Ayuel mentioned every relative he’d met on the journey, including his uncle, the SPLA officer, even though he’d never found him in the camp. Of course, he mentioned Gutthier and Madau.

“Ever been to school?”

“No, sir.”

“Next.”

The fourteen had become separated from one another when the assembly rushed to get in the lines. Now, near the end of the day, they gathered at their new home at the foot of a dead acacia tree. One of the boys had found a woman’s shawl, which they stretched out from the tree branches and attached the ends to two poles. This made a shade for a few children at a time.

Since Gutthier and Madau had been first to finish the questioning, they brought water from the river for everyone. When Ayuel arrived, he fell exhausted under the shelter. After a while, he sat up and slowly drank the boiled and cooled water from Gutthier’s plastic bottle. “We don’t have any more food, do we?”

“No,” Madau said. “We finished our supplies last evening. Let’s go gather some tree leaves. This old acacia tree probably died because people ate all the leaves.”

“I’m too tired from standing so long,” Ayuel said. He lay down and closed his eyes, but could hear the rest of his group gather and talk about the day’s experience. He recognized each voice and automatically counted off the names as he had done so many times in an effort to keep track of everyone. He drifted off to sleep and when he opened his eyes, it was nearly dark.

“We’re all here except Akon,” Donayok said with strain in his voice. “Did anyone see her today?”

Ayuel sat up, wide awake. “I haven’t seen her since we boiled the tea this morning. Maybe we should go search for her.”

“No. She knows where to come,” Madau said. “I saw her in another line, talking to some other girls. They’re her cousins on her father’s side. Her mother and mine are sisters, so we are cousins, but on our mothers’ side.” The explanation was not unusual for a Dinka child who learned to recite the relationships of his relatives at a very young age.

Just then, Akon appeared with two taller girls, one on each side. The boys all stood up, “We were worried…” Donayok said.

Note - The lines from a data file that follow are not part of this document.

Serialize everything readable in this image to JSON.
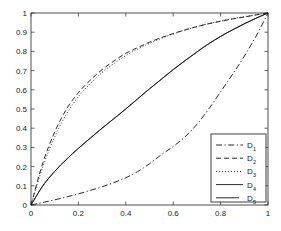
{
  "chart_data": {
    "type": "line",
    "title": "",
    "xlabel": "",
    "ylabel": "",
    "xlim": [
      0,
      1
    ],
    "ylim": [
      0,
      1
    ],
    "grid": false,
    "legend_position": "lower right",
    "xticks": [
      "0",
      "0.2",
      "0.4",
      "0.6",
      "0.8",
      "1"
    ],
    "xtick_values": [
      0,
      0.2,
      0.4,
      0.6,
      0.8,
      1
    ],
    "yticks": [
      "0",
      "0.1",
      "0.2",
      "0.3",
      "0.4",
      "0.5",
      "0.6",
      "0.7",
      "0.8",
      "0.9",
      "1"
    ],
    "ytick_values": [
      0,
      0.1,
      0.2,
      0.3,
      0.4,
      0.5,
      0.6,
      0.7,
      0.8,
      0.9,
      1
    ],
    "x": [
      0,
      0.05,
      0.1,
      0.15,
      0.2,
      0.25,
      0.3,
      0.35,
      0.4,
      0.45,
      0.5,
      0.55,
      0.6,
      0.65,
      0.7,
      0.75,
      0.8,
      0.85,
      0.9,
      0.95,
      1
    ],
    "series": [
      {
        "name": "D_1",
        "label": "D",
        "subscript": "1",
        "linestyle": "dashdot",
        "color": "#1f1f1f",
        "values": [
          0,
          0.013,
          0.027,
          0.042,
          0.058,
          0.076,
          0.095,
          0.117,
          0.142,
          0.174,
          0.215,
          0.262,
          0.305,
          0.355,
          0.42,
          0.5,
          0.59,
          0.68,
          0.775,
          0.88,
          1
        ]
      },
      {
        "name": "D_2",
        "label": "D",
        "subscript": "2",
        "linestyle": "dashed",
        "color": "#1f1f1f",
        "values": [
          0,
          0.22,
          0.38,
          0.5,
          0.585,
          0.65,
          0.705,
          0.75,
          0.79,
          0.82,
          0.848,
          0.872,
          0.893,
          0.912,
          0.929,
          0.944,
          0.957,
          0.969,
          0.979,
          0.99,
          1
        ]
      },
      {
        "name": "D_3",
        "label": "D",
        "subscript": "3",
        "linestyle": "dotted",
        "color": "#1f1f1f",
        "values": [
          0,
          0.2,
          0.355,
          0.475,
          0.565,
          0.632,
          0.69,
          0.737,
          0.778,
          0.812,
          0.842,
          0.868,
          0.891,
          0.911,
          0.929,
          0.945,
          0.958,
          0.97,
          0.981,
          0.991,
          1
        ]
      },
      {
        "name": "D_4",
        "label": "D",
        "subscript": "4",
        "linestyle": "solid",
        "color": "#1f1f1f",
        "values": [
          0,
          0.1,
          0.175,
          0.238,
          0.295,
          0.348,
          0.4,
          0.45,
          0.5,
          0.553,
          0.605,
          0.655,
          0.705,
          0.752,
          0.797,
          0.84,
          0.878,
          0.912,
          0.944,
          0.973,
          1
        ]
      },
      {
        "name": "D_5",
        "label": "D",
        "subscript": "5",
        "linestyle": "solid",
        "color": "#1f1f1f",
        "values": [
          0,
          0.1,
          0.175,
          0.238,
          0.295,
          0.348,
          0.4,
          0.45,
          0.5,
          0.553,
          0.605,
          0.655,
          0.705,
          0.752,
          0.797,
          0.84,
          0.878,
          0.912,
          0.944,
          0.973,
          1
        ]
      }
    ]
  },
  "legend": {
    "entries": [
      {
        "label": "D",
        "subscript": "1",
        "linestyle": "dashdot"
      },
      {
        "label": "D",
        "subscript": "2",
        "linestyle": "dashed"
      },
      {
        "label": "D",
        "subscript": "3",
        "linestyle": "dotted"
      },
      {
        "label": "D",
        "subscript": "4",
        "linestyle": "solid"
      },
      {
        "label": "D",
        "subscript": "5",
        "linestyle": "solid"
      }
    ]
  }
}
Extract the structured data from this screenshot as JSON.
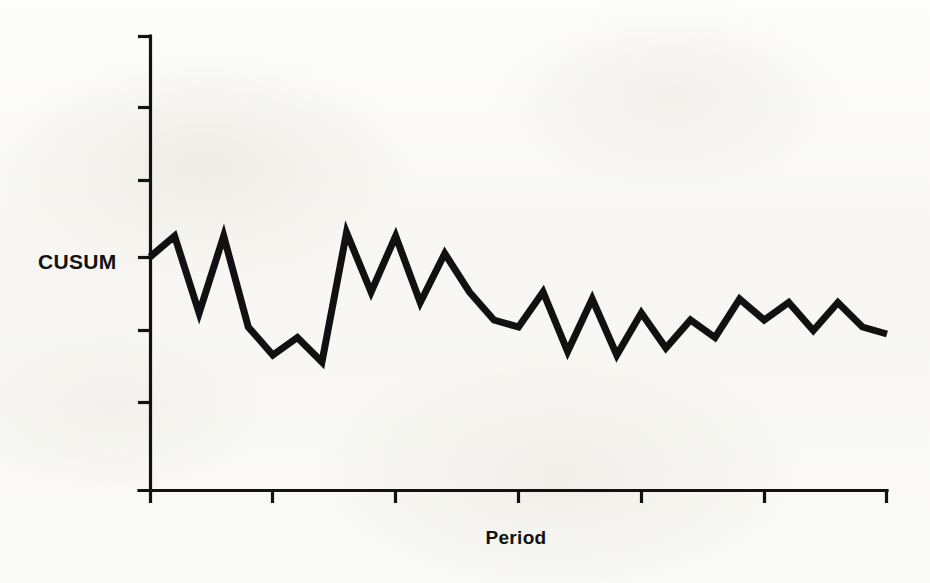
{
  "labels": {
    "y_axis": "CUSUM",
    "x_axis": "Period"
  },
  "colors": {
    "line": "#111111",
    "axis": "#121212",
    "background": "#fbfbf9"
  },
  "chart_data": {
    "type": "line",
    "title": "",
    "subtitle": "",
    "xlabel": "Period",
    "ylabel": "CUSUM",
    "grid": false,
    "legend": null,
    "annotations": [],
    "x_tick_labels": [
      "",
      "",
      "",
      "",
      "",
      "",
      ""
    ],
    "y_tick_labels": [
      "",
      "",
      "",
      "",
      "",
      ""
    ],
    "x_tick_count": 7,
    "y_tick_count": 6,
    "xlim": [
      0,
      30
    ],
    "ylim": [
      -3.25,
      3.25
    ],
    "note": "Zero reference level of CUSUM aligns with the 4th y-axis tick from the top, where the series starts.",
    "x": [
      0,
      1,
      2,
      3,
      4,
      5,
      6,
      7,
      8,
      9,
      10,
      11,
      12,
      13,
      14,
      15,
      16,
      17,
      18,
      19,
      20,
      21,
      22,
      23,
      24,
      25,
      26,
      27,
      28,
      29,
      30
    ],
    "values": [
      0.0,
      0.3,
      -0.8,
      0.3,
      -1.0,
      -1.4,
      -1.15,
      -1.5,
      0.35,
      -0.5,
      0.3,
      -0.65,
      0.05,
      -0.5,
      -0.9,
      -1.0,
      -0.5,
      -1.35,
      -0.6,
      -1.4,
      -0.8,
      -1.3,
      -0.9,
      -1.15,
      -0.6,
      -0.9,
      -0.65,
      -1.05,
      -0.65,
      -1.0,
      -1.1
    ],
    "series": [
      {
        "name": "CUSUM",
        "values": [
          0.0,
          0.3,
          -0.8,
          0.3,
          -1.0,
          -1.4,
          -1.15,
          -1.5,
          0.35,
          -0.5,
          0.3,
          -0.65,
          0.05,
          -0.5,
          -0.9,
          -1.0,
          -0.5,
          -1.35,
          -0.6,
          -1.4,
          -0.8,
          -1.3,
          -0.9,
          -1.15,
          -0.6,
          -0.9,
          -0.65,
          -1.05,
          -0.65,
          -1.0,
          -1.1
        ]
      }
    ]
  }
}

“Here, I brought you some bread,” she said and handed out some dried scraps, obviously from the dump. She smiled broadly, showing real happiness. Ayuel thought she had invited the girls, whom he recognized as Akon’s cousins, to join their group. That would be great; they needed some mother types.

“These are my cousins,” Akon announced and then choked up, unable to speak.

One of the girls said, “We found Akon this morning in the lines. Our mother is still with us. And our little brother, about your age.” She pointed to Ayuel.

“Our father was shot. Right in front of us,” the other girl said without showing emotion. “Akon is going to live with us.”

The boys remained standing in stunned silence. No one had just left since forming the group of seventeen. Akon had always been a comfort to Ayuel. “I’m happy you have a family,” he finally said. “But we can still see you every day.”

“Where is your family’s base?” asked Madau. “I’m glad you will have a mother.”

“Didn’t you hear?” Akon said as she wiped tears with the tail of the new T-shirt that she wore over a flowered skirt. “They are putting all the families on the far side of the field. I have to go now. It’s getting dark.”